The death of Marie Voice

Main Street – Alexandra Street, Te Awamutu about the time William and Marie Voice lived there. Photo: F.J. Gilbert.

An unfortunate weakness for gossiping was putting a strain on the marriage of William and Marie Voice of Te Awamutu in early January 1903.

William, a blacksmith, had received an anonymous letter in reference to Marie’s tale telling and in frustration had sworn at her.  He also locked up her clothes to prevent her going away. A week later when Marie did not speak to him he gave it no thought until lunchtime when he realised she was not around.  Then their 14-year-old son came to tell him he had found Marie’s body floating in the river.

At the inquest William said he could not account for the incident, except that his wife drank occasionally. He had not harmed or threatened her and her children agreed, saying they had never seen their mother mistreated.  But their 17-year-old daughter added that she had heard her mother say about a week before that she did not know what to do with herself, and would jump into the river.

An open verdict – that Marie, 48, was found drowned, but there was insufficient evidence to show how she got into the water – was returned at the inquest.

Curiously, the disappearance of a wife around lunchtime had happened to William before.

In 1876, William, then a 30-year-old blacksmith at Makikihi, near Timaru, found that his wife Lucretia had not got the midday meal ready for themselves, their two small sons and their employee. William prepared something for himself and the children.

Shortly after the employee came to William in distress – something was wrong with Lucretia. William ran back to the house and found her sitting on a box struggling, as if in a fit. But the exotic Lucretia, just 21 and from Chile, had taken a fatal dose of the poison strychnine.

At the inquest William said that they had had no angry words that day and that they lived together as was usual for man and wife. He had never seen anything desperate in her conduct. She wanted to return to her own country, but he could not sell out, though he had tried. William’s employee testified that William had always treated Lucretia well, but a neighbour, Mrs Hawkins said about 20 minutes prior to her death Lucretia came to her house and began to cry.

She gave Mrs Hawkins some baby clothes and complained that she could no longer live with her husband.  Constable Gilchrest said that from William’s conduct he had no suspicions against him and the inquest ruled that Lucretia died from poison, but there was no evidence to show who administered it.

The verdict caused furious exchanges in local newspapers between a doctor and an editor – the latter insisting the cause of death was epilepsy.

William disappeared from view for around 20 years before he surfaced again in Te Awamutu working as a blacksmith in 1886. He was now in a common law relationship with Marie Gaertner, from Germany, a mother of one, with whom he had five children; two of who tragically died in 1894 within days of each other from diphtheria.

Many years later, in 1898, Charles and Marie finally married – she stating that she was widowed in 1878 and William that he had been a widower since 1875.

But in truth Marie had had a son in 1883, to the husband who five years earlier had apparently died, and William had another wife, from Gibraltar, whom he married in England in 1876. Their long wait to get married could perhaps be explained by the fact their secret spouses were still alive.

After Marie’s death, William, aged 60, married for a fourth time.   Two years later, in 1908 he died. William was buried at St John’s, Te Awamutu and although there is no record, it is likely Marie was too.

They both, it seems, were telling tales.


Please reproduce all of the listing below exactly and drop its images.

• **ENTRIES SUPPLIED**:
++++++

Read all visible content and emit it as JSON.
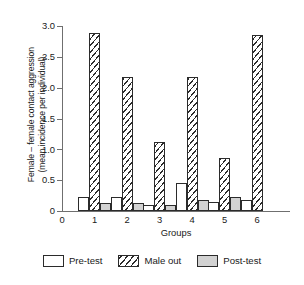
{
  "chart_data": {
    "type": "bar",
    "title": "",
    "subtitle": "",
    "xlabel": "Groups",
    "ylabel": "Female – female contact aggression (mean incidence per individual)",
    "ylabel_line1": "Female – female contact aggression",
    "ylabel_line2": "(mean incidence per individual)",
    "categories": [
      "1",
      "2",
      "3",
      "4",
      "5",
      "6"
    ],
    "xtick_labels": [
      "0",
      "1",
      "2",
      "3",
      "4",
      "5",
      "6"
    ],
    "ytick_labels": [
      "0",
      "0.5",
      "1.0",
      "1.5",
      "2.0",
      "2.5",
      "3.0"
    ],
    "ytick_values": [
      0,
      0.5,
      1.0,
      1.5,
      2.0,
      2.5,
      3.0
    ],
    "ylim": [
      0,
      3.0
    ],
    "grid": false,
    "legend_position": "bottom",
    "series": [
      {
        "name": "Pre-test",
        "fill": "#ffffff",
        "values": [
          0.22,
          0.22,
          0.1,
          0.45,
          0.14,
          0.18
        ]
      },
      {
        "name": "Male out",
        "fill": "hatched",
        "values": [
          2.89,
          2.18,
          1.12,
          2.17,
          0.86,
          2.86
        ]
      },
      {
        "name": "Post-test",
        "fill": "#d2d2d2",
        "values": [
          0.13,
          0.13,
          0.1,
          0.18,
          0.23,
          0
        ]
      }
    ]
  },
  "legend": {
    "items": [
      {
        "label": "Pre-test",
        "swatch": "pre"
      },
      {
        "label": "Male out",
        "swatch": "maleout"
      },
      {
        "label": "Post-test",
        "swatch": "post"
      }
    ]
  }
}
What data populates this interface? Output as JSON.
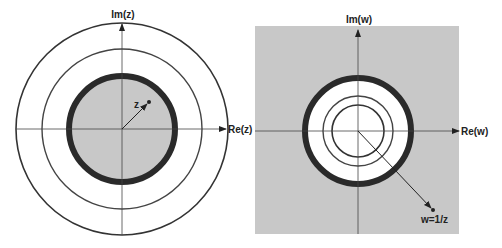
{
  "colors": {
    "background": "#ffffff",
    "shade": "#c8c8c8",
    "stroke": "#333333",
    "thick_stroke": "#2a2a2a",
    "axis": "#444444"
  },
  "left_plane": {
    "title": "z-plane",
    "im_label": "Im(z)",
    "re_label": "Re(z)",
    "point_label": "z",
    "origin": [
      122,
      129
    ],
    "circles": [
      {
        "role": "unit-circle-thick",
        "r": 53,
        "filled": true
      },
      {
        "role": "middle-circle",
        "r": 80
      },
      {
        "role": "outer-circle",
        "r": 106
      }
    ],
    "point": [
      149,
      102
    ]
  },
  "right_plane": {
    "title": "w-plane",
    "im_label": "Im(w)",
    "re_label": "Re(w)",
    "point_label": "w=1/z",
    "origin": [
      358,
      131
    ],
    "background_square": {
      "x": 255,
      "y": 26,
      "w": 204,
      "h": 208
    },
    "circles": [
      {
        "role": "unit-circle-thick",
        "r": 53,
        "filled_white": true
      },
      {
        "role": "image-of-middle-circle",
        "r": 35
      },
      {
        "role": "image-of-outer-circle",
        "r": 26
      }
    ],
    "point": [
      433,
      210
    ]
  }
}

++++++

• **EXERCISE RESPONSE**:
Read all visible content and emit it as JSON.
{
  "chart_data": {
    "type": "bar",
    "title": "",
    "subtitle": "",
    "xlabel": "Groups",
    "ylabel": "Female – female contact aggression (mean incidence per individual)",
    "ylabel_line1": "Female – female contact aggression",
    "ylabel_line2": "(mean incidence per individual)",
    "categories": [
      "1",
      "2",
      "3",
      "4",
      "5",
      "6"
    ],
    "xtick_labels": [
      "0",
      "1",
      "2",
      "3",
      "4",
      "5",
      "6"
    ],
    "ytick_labels": [
      "0",
      "0.5",
      "1.0",
      "1.5",
      "2.0",
      "2.5",
      "3.0"
    ],
    "ytick_values": [
      0,
      0.5,
      1.0,
      1.5,
      2.0,
      2.5,
      3.0
    ],
    "ylim": [
      0,
      3.0
    ],
    "grid": false,
    "legend_position": "bottom",
    "series": [
      {
        "name": "Pre-test",
        "fill": "#ffffff",
        "values": [
          0.22,
          0.22,
          0.1,
          0.45,
          0.14,
          0.18
        ]
      },
      {
        "name": "Male out",
        "fill": "hatched",
        "values": [
          2.89,
          2.18,
          1.12,
          2.17,
          0.86,
          2.86
        ]
      },
      {
        "name": "Post-test",
        "fill": "#d2d2d2",
        "values": [
          0.13,
          0.13,
          0.1,
          0.18,
          0.23,
          0
        ]
      }
    ]
  },
  "legend": {
    "items": [
      {
        "label": "Pre-test",
        "swatch": "pre"
      },
      {
        "label": "Male out",
        "swatch": "maleout"
      },
      {
        "label": "Post-test",
        "swatch": "post"
      }
    ]
  }
}
What data populates this interface? Output as JSON.
{
  "colors": {
    "background": "#ffffff",
    "shade": "#c8c8c8",
    "stroke": "#333333",
    "thick_stroke": "#2a2a2a",
    "axis": "#444444"
  },
  "left_plane": {
    "title": "z-plane",
    "im_label": "Im(z)",
    "re_label": "Re(z)",
    "point_label": "z",
    "origin": [
      122,
      129
    ],
    "circles": [
      {
        "role": "unit-circle-thick",
        "r": 53,
        "filled": true
      },
      {
        "role": "middle-circle",
        "r": 80
      },
      {
        "role": "outer-circle",
        "r": 106
      }
    ],
    "point": [
      149,
      102
    ]
  },
  "right_plane": {
    "title": "w-plane",
    "im_label": "Im(w)",
    "re_label": "Re(w)",
    "point_label": "w=1/z",
    "origin": [
      358,
      131
    ],
    "background_square": {
      "x": 255,
      "y": 26,
      "w": 204,
      "h": 208
    },
    "circles": [
      {
        "role": "unit-circle-thick",
        "r": 53,
        "filled_white": true
      },
      {
        "role": "image-of-middle-circle",
        "r": 35
      },
      {
        "role": "image-of-outer-circle",
        "r": 26
      }
    ],
    "point": [
      433,
      210
    ]
  }
}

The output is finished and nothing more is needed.